A Life of Gen. Robert E. Lee eBook

This eBook from the Gutenberg Project consists of approximately 615 pages of information about A Life of Gen. Robert E. Lee.

A Life of Gen. Robert E. Lee eBook

This eBook from the Gutenberg Project consists of approximately 615 pages of information about A Life of Gen. Robert E. Lee.

This portentous incident was the result of a plan of great boldness devised by General Lee, from which he expected much.  A few words will explain this plan.

A portion of General Grant’s plan of campaign had been an advance up the Valley, and another from Western Virginia, toward the Lynchburg and Tennessee Railroad—­the two columns to cooeperate with the main army by cutting the Confederate communications.  The column in Western Virginia effected little, but that in the Valley, under General Hunter, hastened forward, almost unopposed, from the small numbers of the Southern force, and early in June threatened Lynchburg.  The news reached Lee at Cold Harbor soon after his battle there with General Grant, and he promptly detached General Early, at the head of about eight thousand men, with orders to “move to the Valley through Swift-Run Gap, or Brown’s Gap, attack Hunter, and then cross the Potomac and threaten Washington.” [Footnote:  This statement of his orders was derived from Lieutenant-General Early.]

General Early, an officer of great energy and intrepidity, moved without loss of time, and an engagement ensued between him and General Hunter near Lynchburg.  The battle was soon decided.  General Hunter, who had more cruelly oppressed the inhabitants of the Valley than even General Milroy, was completely defeated, driven in disordered flight toward the Ohio, and Early hastened down the Valley, and thence into Maryland, with the view of threatening Washington, as he had been ordered to do by Lee.  His march was exceedingly rapid, and he found the road unobstructed until he reached the Monocacy near Frederick City, where he was opposed by a force under General Wallace.  This force he attacked, and soon drove from the field; he then pressed forward, and on the 11th of July came in sight of Washington.
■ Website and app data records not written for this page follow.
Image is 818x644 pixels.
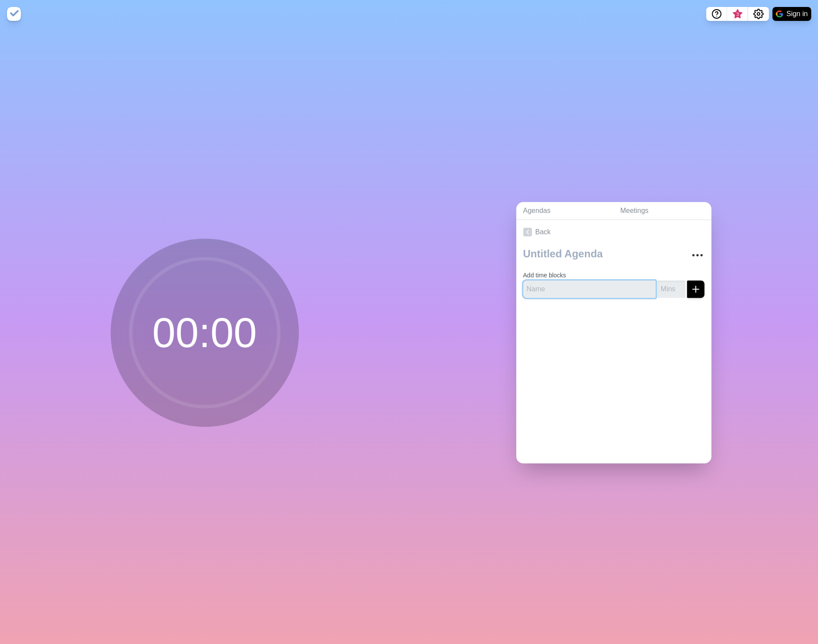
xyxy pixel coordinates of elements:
[613,202,711,220] a: Meetings
[523,272,566,279] label: Add time blocks
[734,11,741,18] span: 3
[516,220,711,244] a: Back
[523,281,656,298] input: Name
[689,246,706,264] button: More
[772,7,811,21] button: Sign in
[516,202,613,220] a: Agendas
[727,7,748,21] button: What’s new
[776,11,782,17] img: google logo
[748,7,769,21] button: Settings
[706,7,727,21] button: Help
[657,281,685,298] input: Mins
[7,7,21,21] img: timeblocks logo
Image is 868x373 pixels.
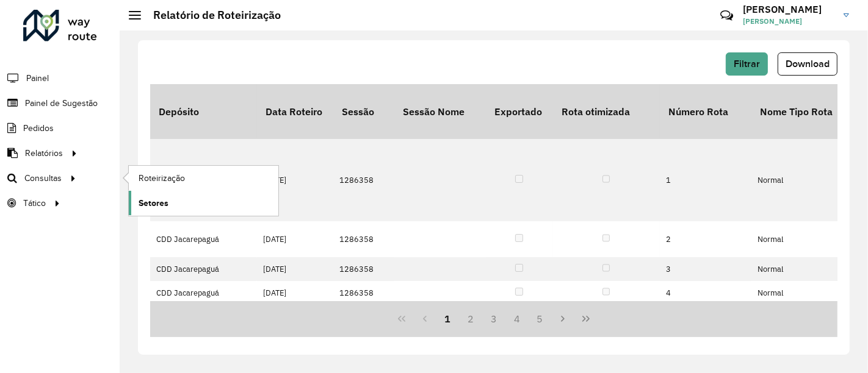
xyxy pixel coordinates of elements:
span: Download [786,59,829,68]
th: Sessão Nome [394,84,486,139]
td: [DATE] [257,139,333,222]
span: Painel [27,72,49,85]
span: Setores [139,197,169,209]
td: 3 [660,257,751,281]
button: 3 [482,307,505,330]
td: [DATE] [257,281,333,305]
a: Setores [129,191,278,215]
td: 4 [660,281,751,305]
td: 1 [660,139,751,222]
span: Relatórios [25,147,63,160]
span: Painel de Sugestão [25,97,98,110]
th: Depósito [150,84,257,139]
th: Exportado [486,84,553,139]
span: Pedidos [23,122,54,135]
th: Nome Tipo Rota [751,84,858,139]
button: Filtrar [725,52,768,76]
td: 1286358 [333,222,394,256]
th: Rota otimizada [553,84,660,139]
a: Contato Rápido [713,2,740,29]
button: Next Page [551,307,574,330]
button: 1 [436,307,460,330]
th: Sessão [333,84,394,139]
h3: [PERSON_NAME] [743,4,834,15]
td: Normal [751,257,858,281]
th: Número Rota [660,84,751,139]
td: 1286358 [333,281,394,305]
td: CDD Jacarepaguá [150,257,257,281]
button: 5 [528,307,552,330]
button: Last Page [574,307,598,330]
td: CDD Jacarepaguá [150,139,257,222]
td: Normal [751,222,858,256]
span: Tático [23,197,46,209]
td: 2 [660,222,751,256]
th: Data Roteiro [257,84,333,139]
span: [PERSON_NAME] [743,16,834,27]
button: Download [778,52,837,76]
span: Roteirização [139,172,185,184]
td: 1286358 [333,139,394,222]
a: Roteirização [129,166,278,190]
td: 1286358 [333,257,394,281]
h2: Relatório de Roteirização [141,9,281,22]
span: Consultas [24,172,61,184]
td: CDD Jacarepaguá [150,222,257,256]
button: 2 [459,307,482,330]
td: [DATE] [257,222,333,256]
td: Normal [751,281,858,305]
td: Normal [751,139,858,222]
span: Filtrar [733,59,760,68]
td: [DATE] [257,257,333,281]
button: 4 [505,307,528,330]
td: CDD Jacarepaguá [150,281,257,305]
It was the intelligence of this advance of a Confederate force into Maryland, and toward the capital, which came to startle General Grant while he was hotly engaged with Lee at Petersburg.  The Washington authorities seem to have been completely unnerved, and to have regarded the capture of the city as nearly inevitable.  General Grant, however, stood firm, and did not permit the terror of the civil authorities to affect him.  He sent forward to Washington two army corps, and these arrived just in time.  If it had been in the power of General Early to capture Washington—­which seems questionable—­the opportunity was lost.  He found himself compelled to retire across the Potomac again to avoid an attack in his rear; and this he effected without loss, taking up, in accordance with orders from Lee, a position in the Valley, where he remained for some months a standing threat to the enemy.

Such was the famous march of General Early to Washington; and there seems at present little reason to doubt that the Federal capital had a narrow escape from capture by the Confederates.  What the result of so singular an event would have been, it is difficult to say; but it is certain that it would have put an end to General Grant’s entire campaign at Petersburg.  Then—­but speculations of this character are simply loss of time.  The city was not captured; the war went upon its way, and was destined to terminate by pure exhaustion of one of the combatants, unaffected by coups de main in any part of the theatre of conflict.

Copyrights
Project Gutenberg
A Life of Gen. Robert E. Lee from Project Gutenberg. Public domain.